Histogram filters are powerful because they can represent multimodal belief. They are also expensive because they must update each state cell. In high-dimensional continuous systems, this becomes the pressure that leads to approximations.

The Kalman Bridge

The Kalman filter is the continuous Gaussian version of the same predictor-corrector story. It assumes the belief is summarized by a mean and covariance, and in the basic form it assumes linear dynamics and linear measurements.

Kalman filtering as Gaussian Bayes plus a matrix predict-update pipeline.
Kalman filtering preserves the Bayes filter structure while replacing full distributions with a Gaussian mean and covariance.

The linear predict step is:

The update step is:

Here is state uncertainty, is process noise, is measurement noise, and maps state into measurement space. The Kalman gain is not a magic knob.
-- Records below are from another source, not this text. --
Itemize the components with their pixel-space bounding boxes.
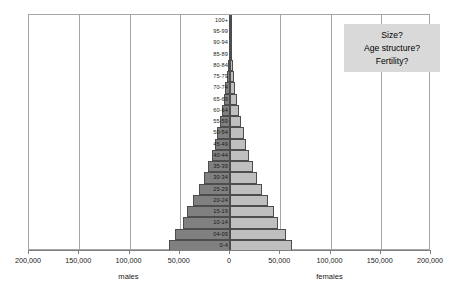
age-band-label: 100+ — [190, 15, 228, 26]
bar-female — [230, 37, 232, 48]
x-axis-tick — [430, 250, 431, 254]
age-band-label: 90-94 — [190, 37, 228, 48]
age-band-label: 85-89 — [190, 49, 228, 60]
bar-female — [230, 49, 232, 60]
age-band-label: 55-59 — [190, 116, 228, 127]
bar-row — [29, 139, 429, 150]
callout-line-age-structure: Age structure? — [364, 43, 420, 54]
age-band-label: 20-24 — [190, 195, 228, 206]
bar-row — [29, 195, 429, 206]
x-axis-tick-label: 100,000 — [116, 256, 142, 265]
bar-female — [230, 94, 237, 105]
x-axis-tick — [279, 250, 280, 254]
callout-line-size: Size? — [381, 30, 403, 41]
x-axis-tick-label: 0 — [227, 256, 231, 265]
age-band-label: 30-34 — [190, 172, 228, 183]
callout-line-fertility: Fertility? — [376, 56, 408, 67]
bar-row — [29, 150, 429, 161]
bar-female — [230, 60, 233, 71]
x-axis-tick — [380, 250, 381, 254]
age-band-label: 95-99 — [190, 26, 228, 37]
age-band-label: 40-44 — [190, 150, 228, 161]
axis-label-females: females — [316, 272, 343, 281]
bar-row — [29, 229, 429, 240]
bar-row — [29, 82, 429, 93]
age-band-label: 04-09 — [190, 229, 228, 240]
bar-female — [230, 172, 257, 183]
axis-label-males: males — [118, 272, 138, 281]
age-band-label: 25-29 — [190, 184, 228, 195]
age-band-label: 65-69 — [190, 94, 228, 105]
bar-female — [230, 229, 286, 240]
bar-female — [230, 195, 268, 206]
population-pyramid-chart: 0-404-0910-1415-1920-2425-2930-3435-3940… — [0, 0, 460, 294]
bar-female — [230, 217, 278, 228]
bar-row — [29, 172, 429, 183]
bar-female — [230, 116, 241, 127]
question-callout-box: Size? Age structure? Fertility? — [344, 24, 440, 72]
age-band-label: 10-14 — [190, 217, 228, 228]
age-band-label: 15-19 — [190, 206, 228, 217]
bar-female — [230, 82, 235, 93]
bar-row — [29, 71, 429, 82]
x-axis-tick — [229, 250, 230, 254]
bar-row — [29, 161, 429, 172]
age-band-label: 75-79 — [190, 71, 228, 82]
bar-female — [230, 105, 239, 116]
age-band-label: 50-54 — [190, 127, 228, 138]
age-band-label: 35-39 — [190, 161, 228, 172]
x-axis-tick — [179, 250, 180, 254]
x-axis-tick — [28, 250, 29, 254]
bar-female — [230, 161, 253, 172]
bar-row — [29, 184, 429, 195]
x-axis-tick-label: 50,000 — [168, 256, 190, 265]
bar-female — [230, 150, 249, 161]
bar-row — [29, 127, 429, 138]
x-axis-tick-label: 150,000 — [65, 256, 91, 265]
x-axis-tick — [330, 250, 331, 254]
bar-female — [230, 71, 234, 82]
bar-female — [230, 15, 232, 26]
bar-female — [230, 206, 274, 217]
x-axis-tick — [129, 250, 130, 254]
bar-female — [230, 127, 244, 138]
bar-female — [230, 26, 232, 37]
bar-row — [29, 206, 429, 217]
bar-row — [29, 217, 429, 228]
x-axis-tick-label: 50,000 — [268, 256, 290, 265]
age-band-label: 45-49 — [190, 139, 228, 150]
age-band-label: 80-84 — [190, 60, 228, 71]
bar-row — [29, 116, 429, 127]
x-axis-tick-label: 100,000 — [317, 256, 343, 265]
bar-female — [230, 139, 246, 150]
x-axis-tick-label: 150,000 — [367, 256, 393, 265]
bar-row — [29, 105, 429, 116]
age-band-label: 60-64 — [190, 105, 228, 116]
bar-row — [29, 94, 429, 105]
bar-female — [230, 184, 262, 195]
age-band-label: 70-74 — [190, 82, 228, 93]
x-axis-tick-label: 200,000 — [15, 256, 41, 265]
x-axis-tick-label: 200,000 — [417, 256, 443, 265]
x-axis-tick — [78, 250, 79, 254]
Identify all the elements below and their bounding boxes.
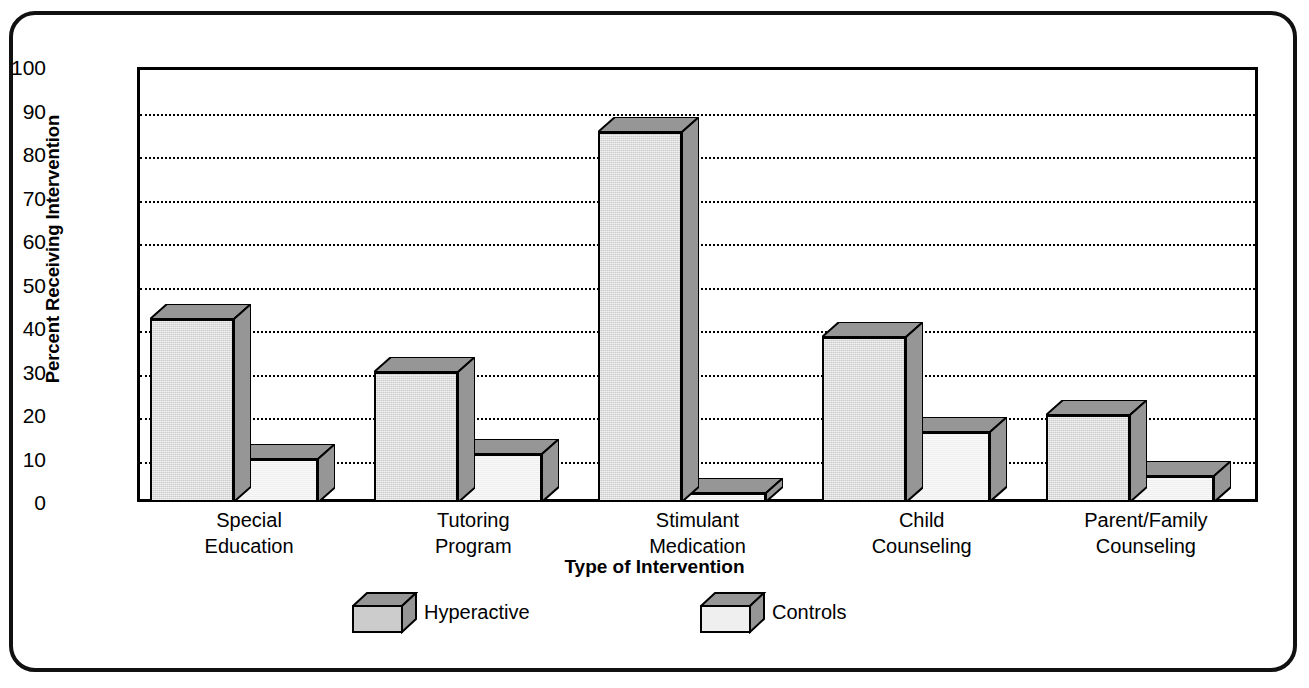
gridline <box>140 114 1255 116</box>
chart-figure: Percent Receiving Intervention 100908070… <box>0 0 1309 688</box>
legend-swatch-3d <box>700 592 766 634</box>
x-axis-tick-label: TutoringProgram <box>361 508 585 559</box>
gridline <box>140 418 1255 420</box>
chart-legend: HyperactiveControls <box>0 592 1309 644</box>
y-axis-tick-label: 10 <box>0 448 46 469</box>
x-tick-label-line1: Parent/Family <box>1034 508 1258 534</box>
legend-label: Controls <box>772 601 846 624</box>
gridline <box>140 288 1255 290</box>
y-axis-tick-label: 80 <box>0 144 46 165</box>
x-tick-label-line1: Tutoring <box>361 508 585 534</box>
y-axis-tick-label: 70 <box>0 187 46 208</box>
legend-entry: Hyperactive <box>352 592 530 632</box>
y-axis-tick-label: 30 <box>0 361 46 382</box>
gridline <box>140 375 1255 377</box>
gridline <box>140 331 1255 333</box>
gridlines <box>140 70 1255 499</box>
x-axis-tick-label: StimulantMedication <box>585 508 809 559</box>
y-axis-tick-label: 90 <box>0 100 46 121</box>
gridline <box>140 157 1255 159</box>
plot-area <box>137 67 1258 502</box>
gridline <box>140 462 1255 464</box>
legend-swatch-icon <box>700 592 766 632</box>
legend-swatch-3d <box>352 592 418 634</box>
x-tick-label-line1: Stimulant <box>585 508 809 534</box>
legend-label: Hyperactive <box>424 601 530 624</box>
legend-swatch-icon <box>352 592 418 632</box>
x-tick-label-line1: Special <box>137 508 361 534</box>
y-axis-tick-label: 100 <box>0 57 46 78</box>
x-axis-title: Type of Intervention <box>0 556 1309 578</box>
gridline <box>140 244 1255 246</box>
x-axis-tick-label: Parent/FamilyCounseling <box>1034 508 1258 559</box>
x-tick-label-line1: Child <box>810 508 1034 534</box>
x-axis-tick-label: SpecialEducation <box>137 508 361 559</box>
y-axis-tick-label: 20 <box>0 405 46 426</box>
x-axis-tick-label: ChildCounseling <box>810 508 1034 559</box>
y-axis-tick-label: 40 <box>0 318 46 339</box>
y-axis-tick-label: 0 <box>0 492 46 513</box>
y-axis-tick-label: 50 <box>0 274 46 295</box>
gridline <box>140 201 1255 203</box>
legend-entry: Controls <box>700 592 846 632</box>
y-axis-tick-label: 60 <box>0 231 46 252</box>
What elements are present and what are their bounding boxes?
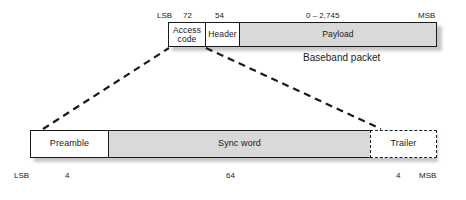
packet-lsb-label: LSB xyxy=(157,11,172,20)
access-code-preamble-bits: 4 xyxy=(65,171,69,180)
packet-access-code-bits: 72 xyxy=(183,11,192,20)
packet-segment-payload[interactable]: Payload xyxy=(239,22,437,47)
packet-header-bits: 54 xyxy=(215,11,224,20)
access-code-segment-preamble[interactable]: Preamble xyxy=(30,130,109,158)
packet-segment-access-code-label: Access code xyxy=(169,26,205,44)
access-code-trailer-bits: 4 xyxy=(396,171,400,180)
access-code-sync-word-bits: 64 xyxy=(226,171,235,180)
packet-segment-access-code[interactable]: Access code xyxy=(168,22,206,47)
baseband-packet-bar: Access code Header Payload xyxy=(168,22,437,47)
figure-caption: Baseband packet xyxy=(303,52,380,63)
access-code-lsb-label: LSB xyxy=(14,171,29,180)
access-code-segment-trailer-label: Trailer xyxy=(391,139,417,148)
packet-segment-payload-label: Payload xyxy=(322,30,353,39)
packet-payload-bits: 0 – 2,745 xyxy=(306,11,339,20)
access-code-segment-trailer[interactable]: Trailer xyxy=(370,130,437,158)
access-code-segment-preamble-label: Preamble xyxy=(50,139,89,148)
connector-left xyxy=(43,48,169,129)
packet-segment-header-label: Header xyxy=(208,30,236,39)
packet-segment-header[interactable]: Header xyxy=(205,22,240,47)
access-code-msb-label: MSB xyxy=(419,171,436,180)
figure-baseband-packet-structure: LSB 72 54 0 – 2,745 MSB Access code Head… xyxy=(0,0,466,200)
access-code-segment-sync-word-label: Sync word xyxy=(218,139,261,148)
packet-msb-label: MSB xyxy=(418,11,435,20)
access-code-segment-sync-word[interactable]: Sync word xyxy=(108,130,371,158)
access-code-bar: Preamble Sync word Trailer xyxy=(30,130,437,158)
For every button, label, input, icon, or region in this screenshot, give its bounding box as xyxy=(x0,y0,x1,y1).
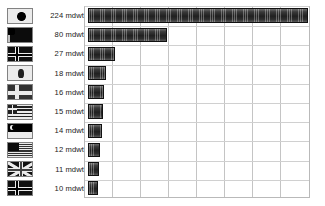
chart-row: 10 mdwt xyxy=(0,179,325,198)
bar-lane xyxy=(88,44,325,63)
bar-lane xyxy=(88,102,325,121)
norway-flag-2 xyxy=(7,180,33,196)
flag-cell xyxy=(0,8,40,24)
category-label: 18 mdwt xyxy=(40,69,88,78)
chart-rows: 224 mdwt80 mdwt27 mdwt18 mdwt16 mdwt15 m… xyxy=(0,6,325,202)
united-states-flag xyxy=(7,142,33,158)
chart-row: 15 mdwt xyxy=(0,102,325,121)
category-label: 10 mdwt xyxy=(40,184,88,193)
bar-lane xyxy=(88,25,325,44)
bar[interactable] xyxy=(88,104,103,118)
flag-cell xyxy=(0,65,40,81)
united-kingdom-flag xyxy=(7,161,33,177)
bar-lane xyxy=(88,160,325,179)
greece-flag xyxy=(7,104,33,120)
bar-lane xyxy=(88,121,325,140)
category-label: 16 mdwt xyxy=(40,88,88,97)
flag-cell xyxy=(0,27,40,43)
bar[interactable] xyxy=(88,8,308,22)
bar[interactable] xyxy=(88,85,104,99)
china-flag xyxy=(7,27,33,43)
flag-cell xyxy=(0,104,40,120)
flag-cell xyxy=(0,161,40,177)
flag-cell xyxy=(0,180,40,196)
hong-kong-flag xyxy=(7,65,33,81)
chart-row: 18 mdwt xyxy=(0,64,325,83)
chart-row: 16 mdwt xyxy=(0,83,325,102)
category-label: 80 mdwt xyxy=(40,30,88,39)
category-label: 14 mdwt xyxy=(40,126,88,135)
bar-lane xyxy=(88,140,325,159)
japan-flag xyxy=(7,8,33,24)
category-label: 27 mdwt xyxy=(40,49,88,58)
bar[interactable] xyxy=(88,162,99,176)
bar-lane xyxy=(88,83,325,102)
denmark-flag xyxy=(7,84,33,100)
flag-cell xyxy=(0,142,40,158)
chart-row: 11 mdwt xyxy=(0,160,325,179)
category-label: 15 mdwt xyxy=(40,107,88,116)
chart-row: 14 mdwt xyxy=(0,121,325,140)
flag-cell xyxy=(0,123,40,139)
flag-cell xyxy=(0,84,40,100)
chart-row: 224 mdwt xyxy=(0,6,325,25)
bar[interactable] xyxy=(88,124,102,138)
bar[interactable] xyxy=(88,47,115,61)
horizontal-bar-chart: 224 mdwt80 mdwt27 mdwt18 mdwt16 mdwt15 m… xyxy=(0,0,325,206)
bar-lane xyxy=(88,179,325,198)
flag-cell xyxy=(0,46,40,62)
category-label: 224 mdwt xyxy=(40,11,88,20)
bar[interactable] xyxy=(88,28,167,42)
category-label: 12 mdwt xyxy=(40,145,88,154)
bar-lane xyxy=(88,6,325,25)
bar[interactable] xyxy=(88,66,106,80)
chart-row: 27 mdwt xyxy=(0,44,325,63)
bar-lane xyxy=(88,64,325,83)
singapore-flag xyxy=(7,123,33,139)
chart-row: 12 mdwt xyxy=(0,140,325,159)
norway-flag xyxy=(7,46,33,62)
bar[interactable] xyxy=(88,181,98,195)
chart-row: 80 mdwt xyxy=(0,25,325,44)
category-label: 11 mdwt xyxy=(40,165,88,174)
bar[interactable] xyxy=(88,143,100,157)
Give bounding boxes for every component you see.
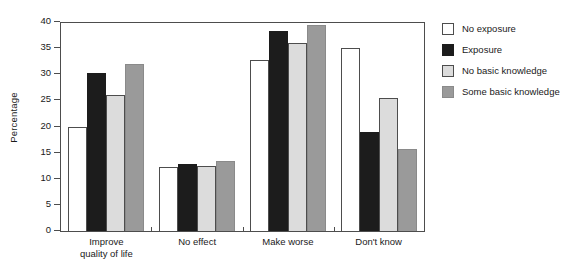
legend-label: Exposure bbox=[462, 44, 502, 55]
y-axis-tick-label: 40 bbox=[40, 15, 51, 26]
legend-label: No exposure bbox=[462, 23, 516, 34]
bar[interactable] bbox=[68, 127, 87, 231]
y-axis-tick: 20 bbox=[54, 126, 60, 127]
bar[interactable] bbox=[307, 25, 326, 231]
y-axis-tick: 40 bbox=[54, 21, 60, 22]
y-axis-tick-label: 35 bbox=[40, 41, 51, 52]
bar[interactable] bbox=[398, 149, 417, 231]
x-axis-label: No effect bbox=[152, 236, 243, 260]
bar[interactable] bbox=[216, 161, 235, 231]
bar[interactable] bbox=[360, 132, 379, 231]
chart-legend: No exposureExposureNo basic knowledgeSom… bbox=[442, 18, 577, 102]
bar[interactable] bbox=[106, 95, 125, 231]
bar[interactable] bbox=[178, 164, 197, 231]
bar[interactable] bbox=[159, 167, 178, 231]
y-axis-tick: 0 bbox=[54, 230, 60, 231]
y-axis-tick: 30 bbox=[54, 73, 60, 74]
bar[interactable] bbox=[269, 31, 288, 231]
x-axis-labels: Improve quality of lifeNo effectMake wor… bbox=[61, 236, 424, 260]
legend-label: No basic knowledge bbox=[462, 65, 547, 76]
legend-label: Some basic knowledge bbox=[462, 86, 560, 97]
bar-group bbox=[152, 22, 243, 231]
legend-swatch bbox=[442, 65, 454, 77]
bar[interactable] bbox=[288, 43, 307, 231]
y-axis-tick-label: 5 bbox=[46, 198, 51, 209]
y-axis-title-text: Percentage bbox=[8, 92, 19, 143]
x-axis-label: Improve quality of life bbox=[61, 236, 152, 260]
bar-groups bbox=[61, 22, 424, 231]
bar[interactable] bbox=[379, 98, 398, 231]
axis-frame-right bbox=[424, 22, 425, 232]
legend-item[interactable]: No exposure bbox=[442, 18, 577, 39]
legend-swatch bbox=[442, 86, 454, 98]
x-axis-label: Make worse bbox=[243, 236, 334, 260]
y-axis-tick: 15 bbox=[54, 152, 60, 153]
bar[interactable] bbox=[341, 48, 360, 231]
bar-group bbox=[61, 22, 152, 231]
y-axis-tick: 25 bbox=[54, 99, 60, 100]
y-axis-tick-label: 10 bbox=[40, 172, 51, 183]
bar-group bbox=[333, 22, 424, 231]
bar[interactable] bbox=[87, 73, 106, 231]
bar-group bbox=[243, 22, 334, 231]
y-axis-tick-label: 15 bbox=[40, 146, 51, 157]
legend-item[interactable]: Some basic knowledge bbox=[442, 81, 577, 102]
legend-swatch bbox=[442, 23, 454, 35]
y-axis-tick-label: 0 bbox=[46, 224, 51, 235]
bar[interactable] bbox=[125, 64, 144, 231]
legend-item[interactable]: Exposure bbox=[442, 39, 577, 60]
y-axis-tick: 5 bbox=[54, 204, 60, 205]
bar[interactable] bbox=[250, 60, 269, 231]
y-axis-tick: 10 bbox=[54, 178, 60, 179]
y-axis-title: Percentage bbox=[2, 0, 24, 234]
y-axis-tick-label: 30 bbox=[40, 67, 51, 78]
y-axis-tick-label: 20 bbox=[40, 120, 51, 131]
legend-item[interactable]: No basic knowledge bbox=[442, 60, 577, 81]
y-axis-tick: 35 bbox=[54, 47, 60, 48]
x-axis-line bbox=[60, 231, 425, 232]
legend-swatch bbox=[442, 44, 454, 56]
bar-chart-figure: Percentage 0510152025303540 Improve qual… bbox=[0, 0, 579, 278]
x-axis-label: Don't know bbox=[333, 236, 424, 260]
plot-area: 0510152025303540 bbox=[60, 22, 425, 232]
bar[interactable] bbox=[197, 166, 216, 231]
y-axis-tick-label: 25 bbox=[40, 93, 51, 104]
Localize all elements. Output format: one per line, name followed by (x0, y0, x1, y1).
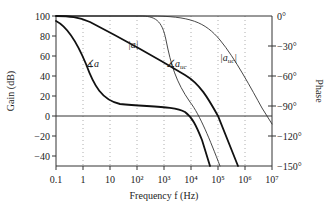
svg-text:10⁷: 10⁷ (265, 174, 279, 185)
svg-text:10³: 10³ (158, 174, 171, 185)
svg-text:−20: −20 (34, 131, 50, 142)
bode-plot: 100 80 60 40 20 0 −20 −40 0° −30° −60° −… (0, 0, 328, 208)
svg-text:10⁵: 10⁵ (211, 174, 225, 185)
axes (56, 16, 272, 166)
x-axis-label: Frequency f (Hz) (130, 190, 199, 202)
svg-text:100: 100 (35, 11, 50, 22)
svg-text:−90°: −90° (277, 101, 297, 112)
grid-lines (83, 16, 245, 166)
svg-text:0°: 0° (277, 11, 286, 22)
svg-text:10²: 10² (131, 174, 144, 185)
svg-text:60: 60 (40, 51, 50, 62)
annotation-mag-a-uc: |auc| (220, 52, 237, 65)
x-axis-tick-labels: 0.1 1 10 10² 10³ 10⁴ 10⁵ 10⁶ 10⁷ (50, 174, 280, 185)
svg-text:−120°: −120° (277, 131, 302, 142)
svg-text:40: 40 (40, 71, 50, 82)
svg-text:0.1: 0.1 (50, 174, 63, 185)
svg-text:10: 10 (105, 174, 115, 185)
svg-text:−40: −40 (34, 151, 50, 162)
y-axis-label: Gain (dB) (5, 71, 17, 111)
svg-text:1: 1 (81, 174, 86, 185)
annotation-angle-a: ∡a (85, 58, 99, 69)
svg-text:10⁶: 10⁶ (238, 174, 252, 185)
y-axis-tick-labels: 100 80 60 40 20 0 −20 −40 (34, 11, 50, 162)
curves (56, 16, 272, 166)
svg-text:10⁴: 10⁴ (184, 174, 198, 185)
curve-annotations: ∡a |a| ∡auc |auc| (85, 39, 237, 71)
svg-text:80: 80 (40, 31, 50, 42)
svg-text:0: 0 (45, 111, 50, 122)
annotation-mag-a: |a| (128, 39, 139, 50)
phase-axis-label: Phase (314, 79, 325, 103)
svg-text:−150°: −150° (277, 161, 302, 172)
svg-text:−30°: −30° (277, 41, 297, 52)
svg-text:−60°: −60° (277, 71, 297, 82)
phase-axis-tick-labels: 0° −30° −60° −90° −120° −150° (277, 11, 302, 172)
svg-text:20: 20 (40, 91, 50, 102)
It is the consequence of the relative uncertainty in the prediction and the measurement.

This is the compact connection: a g-h filter uses fixed gains, a histogram Bayes filter carries an explicit probability table, and a Kalman filter carries a Gaussian belief through linear algebra. All three ask the same question at every step: given my model and my measurement, how much should my belief move?

Open Questions

  • How can a filter detect model drift when the changing part of the process is not directly measured?
  • When should lag be treated as a tuning problem, and when is it evidence that the state model needs acceleration or a different process term?
  • How should gains or covariance terms be chosen from real sensor behavior instead of tuned to one convenient data set?
  • Where does the histogram filter become computationally unreasonable, and what approximation should replace it?
  • Which tracking problems require preserving multimodality with particles instead of collapsing belief to one Gaussian?